In essence, part of Power Query is just another connection to external data. However, its unified data access interface, range of available data sources, and sheer simplicity will probably induce you to replace any data connections made using older technologies pretty quickly.

Data Transformation

Once you have established a connection to a data source, you may need to tweak the data in some way. Indeed, you may even need to reshape it entirely. This is the data mashup processand it is the area where Power Query shines.
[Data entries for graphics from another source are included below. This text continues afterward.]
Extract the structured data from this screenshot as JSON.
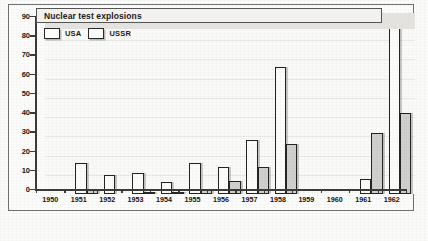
{
  "chart_data": {
    "type": "bar",
    "title": "Nuclear test explosions",
    "xlabel": "",
    "ylabel": "",
    "ylim": [
      0,
      90
    ],
    "yticks": [
      0,
      10,
      20,
      30,
      40,
      50,
      60,
      70,
      80,
      90
    ],
    "grid": true,
    "legend_position": "top-left",
    "categories": [
      "1950",
      "1951",
      "1952",
      "1953",
      "1954",
      "1955",
      "1956",
      "1957",
      "1958",
      "1959",
      "1960",
      "1961",
      "1962"
    ],
    "series": [
      {
        "name": "USA",
        "color": "#fcfcfa",
        "values": [
          0,
          16,
          10,
          11,
          6,
          16,
          14,
          28,
          66,
          0,
          0,
          8,
          96
        ]
      },
      {
        "name": "USSR",
        "color": "#cfcfcb",
        "values": [
          0,
          2,
          0,
          1,
          1,
          2,
          7,
          14,
          26,
          0,
          0,
          32,
          42
        ]
      }
    ]
  },
  "legend": {
    "items": [
      {
        "label": "USA"
      },
      {
        "label": "USSR"
      }
    ]
  },
  "colors": {
    "axis": "#3a3a3a",
    "bar_outline": "#232323",
    "title_bar_bg": "#f2f1ef",
    "plot_bg": "#fafaf8"
  }
}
Power Query can carry out the simplest data transformation tasks to the most complex data restructuring challenges in a few clicks. You can
  • Filter source data so that you only load exactly the rows and columns you need

  • Extend the source data with calculations or data extracted from existing columns of data

  • Cleanse and rationalize the data easily and quickly in a multitude of ways

  • Join or split source tables to prepare a logical set of data tables for each specific analytical requirement

  • Group and aggregate source data to reduce the quantity of data loaded into Excel

  • Prepare source data tables to become a usable data model

This list merely scratches the surface of all that Power Query can do to mash up your data. It is, without hyperbole, unbelievably powerful at transforming source data. Indeed, it can carry out data ingestion and transformation tasks that used to be the preserve of expensive products that required complex programming skills and powerful servers.

All of this can now be done using a code-free interface that assists you in taking the messiest source data and delivering it to Excel as limpid tables of information ready to work with. If you wish to become a Power Query super-user, then you can extend its possibilities using the built-in M language.